Future depends on inclusionary growth

This op-ed was first published in the San Diego Business Journal, authored by EDC’s Dr. Nikia Clarke, Brown Law Group’s founder and owner and incoming EDC Board Chair Janice Brown, and Brookings Institution’s Amy Liu.

San Diego is poised to become an unstoppable force in the global economy. The region is home to 34 percent more STEM workers than the national average, ranks third in the U.S. for patent intensity and has the sixth highest rate of income mobility.

While the rise of the innovation economy has created wealth and opportunity, it has also left many residents behind. This is leading to wide economic inequalities that, if left unaddressed, will cause San Diego to lose employees and companies to other regions.

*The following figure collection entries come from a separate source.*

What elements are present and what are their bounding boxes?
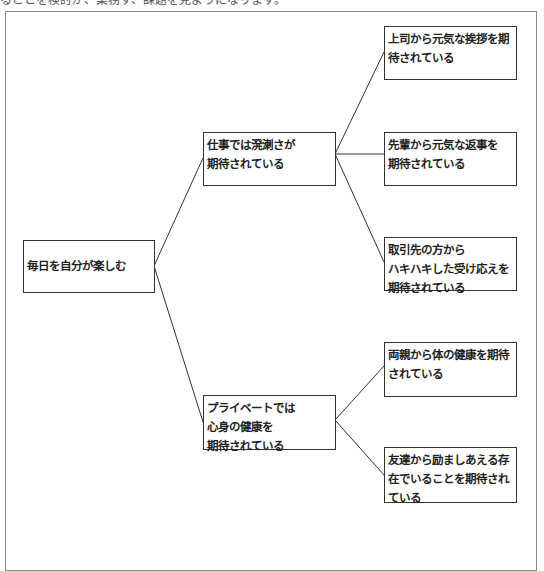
node-text: 毎日を自分が楽しむ	[27, 257, 126, 276]
root-node: 毎日を自分が楽しむ	[23, 240, 155, 293]
node-text: 期待されている	[388, 155, 514, 174]
node-text: 心身の健康を	[207, 418, 333, 437]
node-text: プライベートでは	[207, 399, 333, 418]
branch-node-private: プライベートでは 心身の健康を 期待されている	[203, 395, 336, 450]
leaf-node-boss: 上司から元気な挨拶を期 待されている	[384, 26, 517, 80]
node-text: 仕事では溌溂さが	[207, 136, 333, 155]
node-text: 期待されている	[388, 279, 514, 298]
leaf-node-parents: 両親から体の健康を期待 されている	[384, 342, 517, 397]
node-text: 先輩から元気な返事を	[388, 136, 514, 155]
leaf-node-senior: 先輩から元気な返事を 期待されている	[384, 132, 517, 186]
node-text: 上司から元気な挨拶を期	[388, 30, 514, 49]
node-text: 待されている	[388, 49, 514, 68]
leaf-node-friends: 友達から励ましあえる存 在でいることを期待され ている	[384, 447, 517, 503]
node-text: 両親から体の健康を期待	[388, 346, 514, 365]
node-text: 期待されている	[207, 155, 333, 174]
node-text: 取引先の方から	[388, 241, 514, 260]
node-text: 期待されている	[207, 437, 333, 456]
leaf-node-client: 取引先の方から ハキハキした受け応えを 期待されている	[384, 237, 517, 291]
branch-node-work: 仕事では溌溂さが 期待されている	[203, 132, 336, 186]
node-text: ている	[388, 489, 514, 508]
node-text: 友達から励ましあえる存	[388, 451, 514, 470]
node-text: されている	[388, 365, 514, 384]
node-text: 在でいることを期待され	[388, 470, 514, 489]
node-text: ハキハキした受け応えを	[388, 260, 514, 279]
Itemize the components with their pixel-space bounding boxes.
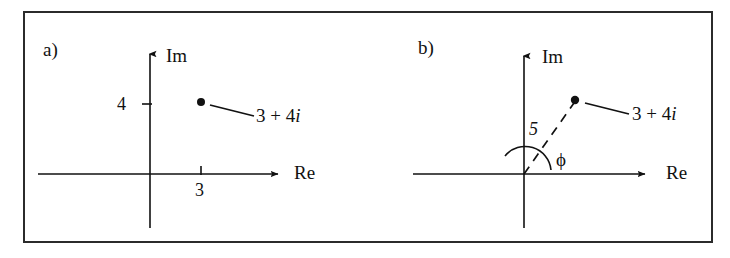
panel-a-point-label-real: 3 + 4	[256, 105, 295, 126]
panel-a-imaginary-axis-label: Im	[166, 46, 187, 65]
panel-a-tick-label-3: 3	[195, 181, 204, 199]
figure-border	[23, 11, 713, 243]
panel-a-tick-label-4: 4	[117, 95, 126, 113]
panel-a-real-axis-label: Re	[294, 163, 315, 182]
panel-b-point-label-imaginary-unit: i	[671, 103, 676, 124]
panel-b-point-label: 3 + 4i	[632, 104, 677, 123]
panel-b-magnitude-label: 5	[529, 120, 538, 138]
panel-b-imaginary-axis-label: Im	[542, 47, 563, 66]
panel-b-tag: b)	[418, 38, 434, 57]
panel-a-point-label: 3 + 4i	[256, 106, 301, 125]
panel-a-tag: a)	[43, 40, 58, 59]
panel-b-angle-label: ϕ	[556, 150, 566, 169]
panel-b-real-axis-label: Re	[666, 163, 687, 182]
complex-plane-figure: a) Im Re 4 3 3 + 4i b) Im Re 5 ϕ 3 + 4i	[0, 0, 730, 258]
panel-a-point-label-imaginary-unit: i	[295, 105, 300, 126]
panel-b-point-label-real: 3 + 4	[632, 103, 671, 124]
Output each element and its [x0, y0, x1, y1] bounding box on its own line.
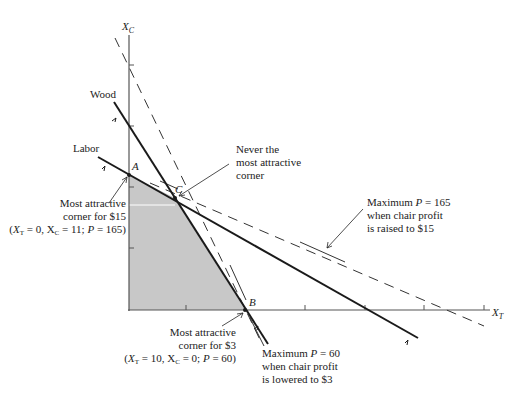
svg-text:Most attractive: Most attractive — [170, 326, 236, 338]
corner-3-annotation: Most attractive corner for $3 (XT = 10, … — [124, 326, 236, 366]
svg-text:is raised to $15: is raised to $15 — [367, 222, 434, 234]
y-axis-label: XC — [121, 20, 135, 35]
svg-text:corner: corner — [236, 169, 264, 181]
lp-graph: XC XT Wood Labor A C B Never the most at… — [0, 0, 520, 404]
never-attractive-annotation: Never the most attractive corner — [236, 143, 301, 181]
labor-label: Labor — [73, 142, 100, 154]
feasible-region — [129, 175, 245, 310]
max-60-annotation: Maximum P = 60 when chair profit is lowe… — [262, 347, 341, 385]
wood-label: Wood — [90, 88, 117, 100]
x-axis-label: XT — [491, 306, 504, 321]
corner-c-label: C — [175, 183, 183, 195]
svg-text:when chair profit: when chair profit — [367, 209, 443, 221]
svg-text:corner for $3: corner for $3 — [179, 339, 237, 351]
svg-text:Maximum P = 60: Maximum P = 60 — [262, 347, 341, 359]
svg-text:most attractive: most attractive — [236, 156, 301, 168]
svg-text:when chair profit: when chair profit — [262, 360, 338, 372]
svg-text:Most attractive: Most attractive — [60, 197, 126, 209]
corner-15-annotation: Most attractive corner for $15 (XT = 0, … — [9, 197, 126, 237]
svg-text:(XT = 10, XC = 0; P = 60): (XT = 10, XC = 0; P = 60) — [124, 352, 236, 366]
svg-text:is lowered to $3: is lowered to $3 — [262, 373, 333, 385]
svg-text:Maximum P = 165: Maximum P = 165 — [367, 196, 451, 208]
svg-text:corner for $15: corner for $15 — [63, 210, 126, 222]
max-165-annotation: Maximum P = 165 when chair profit is rai… — [367, 196, 451, 234]
svg-text:(XT = 0, XC = 11; P = 165): (XT = 0, XC = 11; P = 165) — [9, 223, 126, 237]
svg-text:Never the: Never the — [236, 143, 279, 155]
corner-b-label: B — [249, 296, 256, 308]
corner-a-label: A — [131, 160, 139, 172]
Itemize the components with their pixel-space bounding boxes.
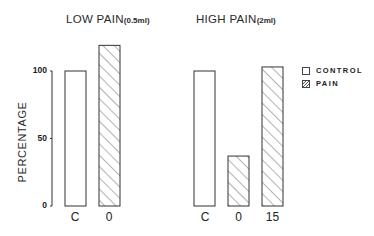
y-tick-label-0: 0 [23,200,47,210]
open-square-icon [302,67,310,75]
legend-label: CONTROL [316,66,363,75]
hatched-square-icon [302,80,310,88]
bar-high-pain-15 [262,67,283,206]
panel-title-text: LOW PAIN [66,13,124,25]
panel-title-text: HIGH PAIN [196,13,257,25]
legend-item-control: CONTROL [302,64,363,77]
panel-title-dose: (0.5ml) [124,16,150,25]
bar-high-pain-C [194,71,215,206]
x-label-high-pain-0: 0 [235,210,242,224]
panel-title-low-pain: LOW PAIN(0.5ml) [66,13,150,25]
y-tick-label-50: 50 [23,133,47,143]
x-label-high-pain-15: 15 [266,210,279,224]
panel-title-high-pain: HIGH PAIN(2ml) [196,13,276,25]
x-label-low-control: C [71,210,80,224]
bar-low-pain-0 [99,45,120,206]
y-tick-label-100: 100 [23,65,47,75]
chart-canvas [0,0,374,236]
legend-item-pain: PAIN [302,77,363,90]
x-label-high-control: C [201,210,210,224]
bars-group [65,45,283,206]
legend-label: PAIN [316,79,339,88]
bar-low-pain-C [65,71,86,206]
x-label-low-pain: 0 [106,210,113,224]
legend: CONTROL PAIN [302,64,363,90]
bar-high-pain-0 [228,156,249,206]
panel-title-dose: (2ml) [257,16,276,25]
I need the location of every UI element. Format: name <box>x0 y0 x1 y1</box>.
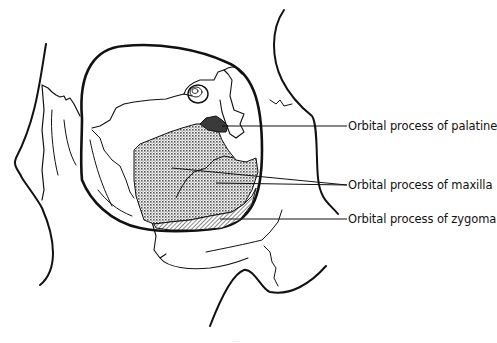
mandible-notch <box>210 266 326 326</box>
nasal-bone-edge <box>42 85 80 200</box>
label-palatine: Orbital process of palatine <box>348 119 497 133</box>
figure-caption-fragment: ... <box>232 334 239 343</box>
suture-upper <box>92 94 192 128</box>
left-facial-contour <box>15 44 53 285</box>
label-zygoma: Orbital process of zygoma <box>348 212 496 226</box>
label-maxilla: Orbital process of maxilla <box>348 178 492 192</box>
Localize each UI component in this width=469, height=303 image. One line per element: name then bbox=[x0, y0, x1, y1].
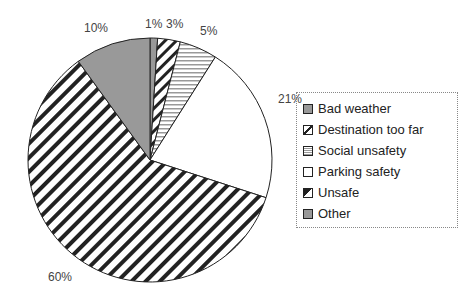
label-unsafe: 60% bbox=[48, 270, 72, 284]
legend-item: Destination too far bbox=[303, 119, 457, 140]
legend-item: Other bbox=[303, 203, 457, 224]
legend-item: Bad weather bbox=[303, 98, 457, 119]
label-other: 10% bbox=[84, 21, 108, 35]
legend-item: Social unsafety bbox=[303, 140, 457, 161]
label-destination: 3% bbox=[166, 17, 183, 31]
chart-legend: Bad weather Destination too far Social u… bbox=[296, 92, 458, 228]
label-bad-weather: 1% bbox=[145, 17, 162, 31]
label-social: 5% bbox=[200, 24, 217, 38]
legend-item: Unsafe bbox=[303, 182, 457, 203]
legend-item: Parking safety bbox=[303, 161, 457, 182]
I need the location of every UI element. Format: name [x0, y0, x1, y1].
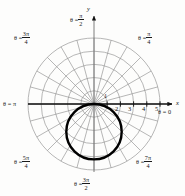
fraction-pi-over-2: π2	[78, 13, 83, 28]
y-axis-label: y	[87, 6, 90, 13]
angle-label-text: θ =	[14, 158, 22, 165]
angle-label-zero: θ = 0	[158, 109, 171, 115]
x-axis-label: x	[176, 100, 179, 107]
angle-label-text: θ = π	[3, 100, 16, 107]
angle-label-5pi-over-4: θ =5π4	[14, 155, 30, 170]
fraction-3pi-over-2: 3π2	[82, 177, 89, 192]
angle-label-text: θ =	[14, 34, 22, 41]
fraction-denominator: 4	[22, 161, 29, 169]
angle-label-pi-over-2: θ =π2	[70, 13, 84, 28]
polar-graph-figure: y x 1 2 3 4 5 θ =π2 θ =3π4 θ =π4 θ = π θ…	[0, 0, 185, 196]
fraction-denominator: 2	[82, 183, 89, 191]
fraction-3pi-over-4: 3π4	[22, 31, 29, 46]
angle-label-3pi-over-2: θ =3π2	[74, 177, 90, 192]
fraction-7pi-over-4: 7π4	[144, 155, 151, 170]
fraction-denominator: 2	[78, 19, 83, 27]
fraction-denominator: 4	[144, 161, 151, 169]
fraction-5pi-over-4: 5π4	[22, 155, 29, 170]
angle-label-pi: θ = π	[3, 101, 16, 107]
radial-tick-1: 1	[104, 93, 107, 99]
fraction-denominator: 4	[22, 37, 29, 45]
angle-label-7pi-over-4: θ =7π4	[136, 155, 152, 170]
angle-label-text: θ = 0	[158, 108, 171, 115]
radial-tick-3: 3	[128, 106, 131, 112]
angle-label-text: θ =	[70, 16, 78, 23]
angle-label-pi-over-4: θ =π4	[138, 31, 152, 46]
angle-label-3pi-over-4: θ =3π4	[14, 31, 30, 46]
fraction-denominator: 4	[146, 37, 151, 45]
angle-label-text: θ =	[138, 34, 146, 41]
angle-label-text: θ =	[136, 158, 144, 165]
angle-label-text: θ =	[74, 180, 82, 187]
radial-tick-4: 4	[142, 106, 145, 112]
fraction-pi-over-4: π4	[146, 31, 151, 46]
radial-tick-2: 2	[115, 106, 118, 112]
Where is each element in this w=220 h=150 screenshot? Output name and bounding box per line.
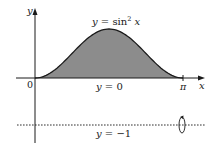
origin-label: 0	[27, 79, 33, 90]
curve-eq-sin: = sin	[98, 16, 128, 27]
y-neg-one-label: y = −1	[95, 128, 131, 139]
x-axis-label: x	[199, 80, 205, 91]
solid-of-revolution-diagram: y x 0 π y = sin2 x y = 0 y = −1	[0, 0, 220, 150]
y-zero-eq: = 0	[102, 81, 123, 92]
curve-equation-label: y = sin2 x	[91, 15, 140, 27]
y-zero-label: y = 0	[95, 81, 123, 92]
pi-label: π	[179, 81, 187, 92]
y-axis-label: y	[26, 5, 33, 16]
y-neg-one-eq: = −1	[102, 128, 131, 139]
curve-eq-x: x	[131, 16, 140, 27]
y-axis-arrow-icon	[33, 8, 38, 15]
shaded-region	[35, 29, 183, 78]
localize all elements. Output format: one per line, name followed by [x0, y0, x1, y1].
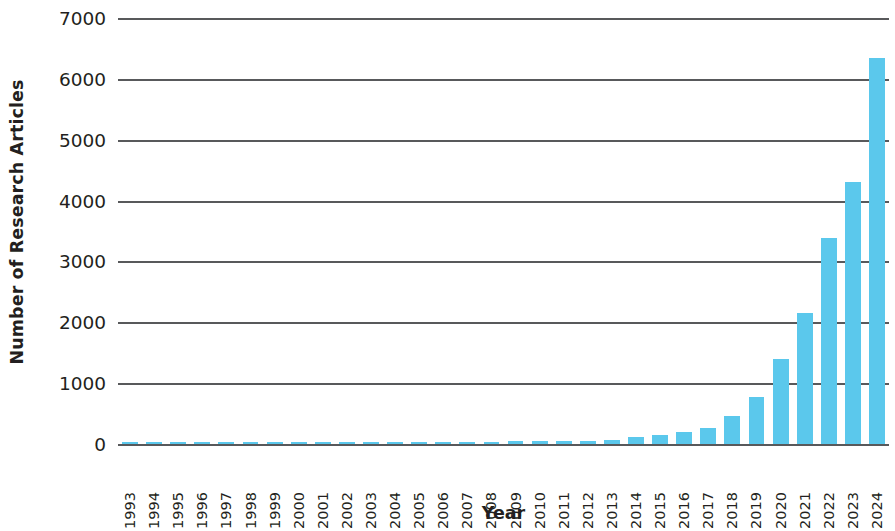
x-axis-title: Year: [118, 503, 889, 523]
bar-chart-figure: Number of Research Articles 700060005000…: [0, 0, 895, 531]
bar: [508, 441, 524, 444]
bar: [146, 442, 162, 445]
bar: [170, 442, 186, 445]
bar: [749, 397, 765, 444]
bar: [267, 442, 283, 445]
bar: [339, 442, 355, 445]
bar: [122, 442, 138, 445]
bar: [291, 442, 307, 445]
plot-area: [118, 18, 889, 444]
bar: [580, 441, 596, 444]
y-tick-label: 4000: [59, 190, 106, 211]
bar: [363, 442, 379, 445]
bar: [724, 416, 740, 444]
bar: [411, 442, 427, 445]
y-axis-title-label: Number of Research Articles: [7, 79, 27, 364]
bar-series: [118, 18, 889, 444]
bar: [484, 442, 500, 445]
bar: [797, 313, 813, 444]
bar: [315, 442, 331, 445]
y-axis-tick-labels: 70006000500040003000200010000: [34, 0, 114, 460]
y-tick-label: 1000: [59, 373, 106, 394]
bar: [700, 428, 716, 444]
bar: [652, 435, 668, 444]
y-tick-label: 3000: [59, 251, 106, 272]
bar: [845, 182, 861, 444]
bar: [218, 442, 234, 445]
y-tick-label: 5000: [59, 129, 106, 150]
bar: [628, 437, 644, 444]
x-axis-tick-labels: 1993199419951996199719981999200020012002…: [118, 446, 889, 498]
bar: [604, 440, 620, 444]
y-axis-title: Number of Research Articles: [0, 0, 34, 444]
bar: [869, 58, 885, 444]
bar: [194, 442, 210, 445]
bar: [773, 359, 789, 444]
bar: [435, 442, 451, 445]
bar: [676, 432, 692, 444]
bar: [556, 441, 572, 444]
bar: [532, 441, 548, 444]
y-tick-label: 6000: [59, 68, 106, 89]
bar: [821, 238, 837, 444]
y-tick-label: 2000: [59, 312, 106, 333]
y-tick-label: 0: [94, 434, 106, 455]
bar: [459, 442, 475, 445]
bar: [387, 442, 403, 445]
y-tick-label: 7000: [59, 8, 106, 29]
bar: [243, 442, 259, 445]
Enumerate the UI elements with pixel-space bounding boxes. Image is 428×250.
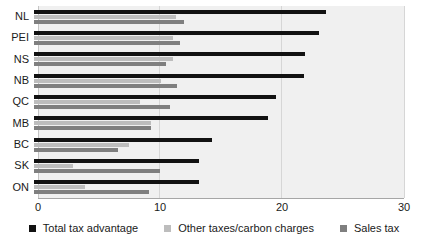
- bar-group-ns: NS: [0, 49, 404, 70]
- bar-stack: [34, 27, 404, 48]
- bar-group-on: ON: [0, 177, 404, 198]
- bar-total-tax-advantage: [34, 74, 304, 78]
- bar-other-taxes-carbon-charges: [34, 36, 173, 40]
- bar-stack: [34, 49, 404, 70]
- legend-label: Other taxes/carbon charges: [178, 223, 314, 234]
- category-label: NS: [0, 54, 34, 65]
- bar-group-bc: BC: [0, 134, 404, 155]
- x-tick-label: 20: [276, 202, 288, 213]
- category-label: MB: [0, 118, 34, 129]
- grouped-bar-chart: NLPEINSNBQCMBBCSKON 0102030 Total tax ad…: [0, 0, 428, 250]
- legend-item-sales-tax: Sales tax: [340, 223, 399, 234]
- bar-group-pei: PEI: [0, 27, 404, 48]
- bar-sales-tax: [34, 169, 160, 173]
- bar-other-taxes-carbon-charges: [34, 164, 73, 168]
- x-tick-label: 0: [35, 202, 41, 213]
- bar-other-taxes-carbon-charges: [34, 79, 161, 83]
- bar-sales-tax: [34, 148, 118, 152]
- bar-total-tax-advantage: [34, 180, 199, 184]
- category-label: BC: [0, 139, 34, 150]
- category-label: PEI: [0, 32, 34, 43]
- bar-group-nl: NL: [0, 6, 404, 27]
- legend-swatch-icon: [29, 225, 36, 232]
- bar-other-taxes-carbon-charges: [34, 143, 129, 147]
- bar-total-tax-advantage: [34, 159, 199, 163]
- x-axis: 0102030: [38, 202, 404, 216]
- bar-sales-tax: [34, 41, 180, 45]
- bar-other-taxes-carbon-charges: [34, 15, 176, 19]
- category-label: SK: [0, 160, 34, 171]
- bar-sales-tax: [34, 62, 166, 66]
- legend-swatch-icon: [164, 225, 171, 232]
- bar-total-tax-advantage: [34, 10, 326, 14]
- bar-sales-tax: [34, 84, 177, 88]
- bar-stack: [34, 113, 404, 134]
- bar-group-nb: NB: [0, 70, 404, 91]
- bar-rows: NLPEINSNBQCMBBCSKON: [0, 6, 404, 198]
- bar-total-tax-advantage: [34, 116, 268, 120]
- bar-group-mb: MB: [0, 113, 404, 134]
- bar-sales-tax: [34, 190, 149, 194]
- bar-total-tax-advantage: [34, 52, 305, 56]
- bar-sales-tax: [34, 126, 151, 130]
- bar-sales-tax: [34, 105, 170, 109]
- legend-label: Sales tax: [354, 223, 399, 234]
- x-tick-label: 10: [154, 202, 166, 213]
- category-label: NB: [0, 75, 34, 86]
- legend: Total tax advantageOther taxes/carbon ch…: [0, 223, 428, 234]
- category-label: ON: [0, 182, 34, 193]
- legend-item-other-taxes-carbon-charges: Other taxes/carbon charges: [164, 223, 314, 234]
- bar-group-qc: QC: [0, 91, 404, 112]
- category-label: QC: [0, 96, 34, 107]
- bar-stack: [34, 134, 404, 155]
- bar-stack: [34, 70, 404, 91]
- legend-label: Total tax advantage: [43, 223, 138, 234]
- legend-item-total-tax-advantage: Total tax advantage: [29, 223, 138, 234]
- bar-stack: [34, 155, 404, 176]
- bar-total-tax-advantage: [34, 138, 212, 142]
- bar-total-tax-advantage: [34, 95, 276, 99]
- category-label: NL: [0, 11, 34, 22]
- bar-stack: [34, 6, 404, 27]
- bar-stack: [34, 91, 404, 112]
- bar-other-taxes-carbon-charges: [34, 185, 85, 189]
- bar-other-taxes-carbon-charges: [34, 57, 173, 61]
- legend-swatch-icon: [340, 225, 347, 232]
- bar-total-tax-advantage: [34, 31, 319, 35]
- bar-sales-tax: [34, 20, 184, 24]
- bar-other-taxes-carbon-charges: [34, 121, 151, 125]
- bar-other-taxes-carbon-charges: [34, 100, 140, 104]
- bar-stack: [34, 177, 404, 198]
- bar-group-sk: SK: [0, 155, 404, 176]
- x-tick-label: 30: [398, 202, 410, 213]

San Diego Regional EDC and the Brookings Metropolitan Policy Program have collaborated over several years to make San Diego a prosperous global city. Last year, San Diego joined Brookings in a learning lab focused on inclusive economic growth. Here is what we learned:

According to the Center on Policy Initiatives, more than one million residents cannot afford to live in San Diego. Driven by wage increases in the innovation economy and constraints on the supply of housing, the region now has the fourth highest cost of living in the country.

San Diegans are spending an increasingly greater proportion of incomes on housing. These pressures are already impacting some of San Diego’s largest employers, as prospective talent opts for competing regions with lower costs of living.

In San Diego, more than 98 percent of the region’s employers are small businesses (less than 100 employees), which have less capital available to pay competitive wages. Employees of small businesses typically earn up to 20 percent lower wages than their peers at larger corporations. Because of this dynamic, the region’s small businesses struggle to compete with larger companies for skilled talent.

And this all comes at a time when workforce demographics are rapidly changing. Brookings research has shown that 59 percent of millennials and 67 percent of post-millennials in San Diego are racial and ethnic minorities. By 2030, Hispanics will become San Diego’s largest demographic group, and yet 85 percent currently do not hold a bachelor’s degree or higher.

Achievement Gap

Unless all San Diegans are willing to invest in closing this minority achievement gap, we will continue to constrain the region’s ability to compete in the global market. Employers cannot simply rely on the in-migration of workers. The real opportunity lies within our local talent pool.

With the compounded impact of a high cost of living, low educational attainment in our fastest growing population and a small business-centric economy that struggles to pay competitive wages, San Diego has a problem that cannot be ignored. They point to an economic imperative for change. We must recognize that the roots of exclusion are economic, and must be systematically addressed by employers and policymakers, not left to philanthropy.

Calls to Action

Over the next year, a regional Steering Committee will be releasing research and recommendations to address these challenges that together create a platform for inclusive growth.

If leaders do not take measures to promote economic inclusion, San Diego will find itself unable to compete in a global economy that is increasingly unforgiving to businesses and regions that cannot adapt. If San Diego tackles these challenges head-on, it will position itself as a national leader among metro areas in building an innovative economy that works for all.

San Diego has evolved from border town, to military hub, to tech and innovation powerhouse. With the will, leadership and a healthy dose of experimentation and collaboration, San Diego can build an economy that reaches and includes all of its residents and employers.

Janice Brown is president of Brown Law Group. Nikia Clarke is executive director of World Trade Center San Diego. Amy Liu is director of the Metropolitan Policy Program at the Brookings Institution.